The firm is targeting a 13-15 percent net internal rate of return for the fund series. Pennybacker II, which closed in May 2012 on $105 million, has fully realized all investments and generated a 26 percent net IRR to investors. Pennybacker III, which closed on $322 million in 2015, has returned about 57 percent of paid-in capital to date and is about one-third realized.

Tim Berry, the firm’s founder and chief executive, told PERE that a major differentiating factor for investors was Pennybacker’s emphasis on technology, data and innovation. The firm started a portfolio data and analytics initiative four years ago to collect, analyze and benchmark all performance, accounting and rental data from its assets in a customized, cloud-based system called Pennybacker Alpha.

“Rather than working from an antiquated and unreliable spreadsheet system, we wanted to develop a management system that would allow us analyze performance metrics across funds and property types in real time, from any location,” Berry said.

The firm uploads more than 250,000 data pieces monthly, encompassing performance, accounting and rental data. Berry’s team is building an artificial intelligence learning capability into the system, which will learn from past data and other predictive variables to identify potential risks and opportunities in current and prospective investments.

Pennybacker also uses analytics to identify sub-markets for investment opportunities as well as more accurately forecast its existing portfolio performance.

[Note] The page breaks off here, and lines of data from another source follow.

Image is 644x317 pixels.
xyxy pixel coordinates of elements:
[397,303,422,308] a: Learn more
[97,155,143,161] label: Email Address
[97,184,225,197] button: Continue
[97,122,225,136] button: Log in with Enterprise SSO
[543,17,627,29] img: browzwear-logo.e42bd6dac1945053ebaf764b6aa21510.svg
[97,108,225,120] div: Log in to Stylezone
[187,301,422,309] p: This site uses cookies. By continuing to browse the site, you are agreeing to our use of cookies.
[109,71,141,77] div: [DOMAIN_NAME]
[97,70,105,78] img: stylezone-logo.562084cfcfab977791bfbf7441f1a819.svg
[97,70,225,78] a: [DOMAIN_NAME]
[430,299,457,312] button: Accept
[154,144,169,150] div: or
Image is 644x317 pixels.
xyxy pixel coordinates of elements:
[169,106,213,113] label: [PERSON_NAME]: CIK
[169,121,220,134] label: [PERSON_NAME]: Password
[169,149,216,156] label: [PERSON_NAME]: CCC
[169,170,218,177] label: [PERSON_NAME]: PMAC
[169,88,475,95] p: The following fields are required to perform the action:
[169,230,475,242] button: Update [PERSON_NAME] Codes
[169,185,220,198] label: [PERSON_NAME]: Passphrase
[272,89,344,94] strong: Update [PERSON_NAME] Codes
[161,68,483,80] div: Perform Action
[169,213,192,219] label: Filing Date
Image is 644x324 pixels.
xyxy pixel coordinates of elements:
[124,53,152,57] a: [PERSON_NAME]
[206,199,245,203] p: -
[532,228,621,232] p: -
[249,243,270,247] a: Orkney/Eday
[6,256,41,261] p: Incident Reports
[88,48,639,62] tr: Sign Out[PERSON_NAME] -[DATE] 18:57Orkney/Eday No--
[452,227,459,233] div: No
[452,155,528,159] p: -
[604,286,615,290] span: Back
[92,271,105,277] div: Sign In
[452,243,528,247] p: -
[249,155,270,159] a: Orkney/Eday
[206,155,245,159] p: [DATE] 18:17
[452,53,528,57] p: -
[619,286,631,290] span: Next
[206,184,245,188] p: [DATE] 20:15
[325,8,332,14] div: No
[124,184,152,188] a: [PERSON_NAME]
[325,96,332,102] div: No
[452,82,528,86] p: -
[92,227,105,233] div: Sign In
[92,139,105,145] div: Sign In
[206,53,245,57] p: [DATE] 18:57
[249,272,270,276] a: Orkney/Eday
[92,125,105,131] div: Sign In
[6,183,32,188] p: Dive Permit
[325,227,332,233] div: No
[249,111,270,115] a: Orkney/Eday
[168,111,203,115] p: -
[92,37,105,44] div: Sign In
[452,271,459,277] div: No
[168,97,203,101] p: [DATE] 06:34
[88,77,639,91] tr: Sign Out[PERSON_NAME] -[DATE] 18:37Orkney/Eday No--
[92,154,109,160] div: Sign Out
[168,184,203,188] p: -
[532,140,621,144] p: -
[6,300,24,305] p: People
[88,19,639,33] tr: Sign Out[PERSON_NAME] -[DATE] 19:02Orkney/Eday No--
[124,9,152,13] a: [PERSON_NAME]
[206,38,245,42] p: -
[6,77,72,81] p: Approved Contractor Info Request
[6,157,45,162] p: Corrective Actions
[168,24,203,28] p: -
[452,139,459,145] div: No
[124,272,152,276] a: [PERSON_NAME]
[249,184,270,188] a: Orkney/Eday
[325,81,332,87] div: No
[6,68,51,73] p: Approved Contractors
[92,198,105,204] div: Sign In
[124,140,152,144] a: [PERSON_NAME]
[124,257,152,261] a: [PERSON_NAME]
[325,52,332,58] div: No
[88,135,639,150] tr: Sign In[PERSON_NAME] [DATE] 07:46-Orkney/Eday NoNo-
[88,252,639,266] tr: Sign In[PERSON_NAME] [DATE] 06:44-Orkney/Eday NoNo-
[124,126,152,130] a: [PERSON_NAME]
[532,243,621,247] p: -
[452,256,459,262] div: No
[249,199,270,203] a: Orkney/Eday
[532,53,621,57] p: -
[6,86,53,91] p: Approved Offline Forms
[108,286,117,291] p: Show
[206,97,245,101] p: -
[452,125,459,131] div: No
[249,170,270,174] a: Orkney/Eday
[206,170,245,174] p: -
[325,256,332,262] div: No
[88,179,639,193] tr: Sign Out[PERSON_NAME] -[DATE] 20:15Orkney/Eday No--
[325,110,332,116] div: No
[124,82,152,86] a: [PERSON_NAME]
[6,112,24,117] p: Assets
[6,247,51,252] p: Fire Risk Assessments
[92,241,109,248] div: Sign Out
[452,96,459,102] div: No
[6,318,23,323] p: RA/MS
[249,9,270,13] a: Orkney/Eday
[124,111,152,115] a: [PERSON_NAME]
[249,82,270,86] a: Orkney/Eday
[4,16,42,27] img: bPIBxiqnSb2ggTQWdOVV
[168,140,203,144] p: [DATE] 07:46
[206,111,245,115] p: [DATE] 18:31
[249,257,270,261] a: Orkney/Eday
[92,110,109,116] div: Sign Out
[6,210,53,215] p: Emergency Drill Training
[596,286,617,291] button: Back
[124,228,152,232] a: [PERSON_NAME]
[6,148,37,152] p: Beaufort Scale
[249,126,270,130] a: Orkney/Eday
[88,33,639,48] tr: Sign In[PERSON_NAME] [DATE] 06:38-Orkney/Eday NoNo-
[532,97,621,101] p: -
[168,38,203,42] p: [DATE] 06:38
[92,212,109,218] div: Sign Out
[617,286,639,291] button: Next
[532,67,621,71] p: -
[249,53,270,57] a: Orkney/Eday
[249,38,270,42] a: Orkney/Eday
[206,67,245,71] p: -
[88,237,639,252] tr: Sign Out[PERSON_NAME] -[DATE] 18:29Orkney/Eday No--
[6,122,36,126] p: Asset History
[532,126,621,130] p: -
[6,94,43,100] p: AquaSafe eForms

Outside of its internal data management, the Pennybacker team monitors new real estate technologies through an internal innovation committee.

Although Berry believes these technology efforts put his firm five years ahead of its peers, he said that fundraising is still not easy.

“That’s what a lot of folks don’t realize – it takes a lot of time and purposeful effort,” he said. “We’re constantly challenging the team to push the limits on innovation. The phrase ‘this is how we’ve done it in the past’ is not an accepted answer at Pennybacker.”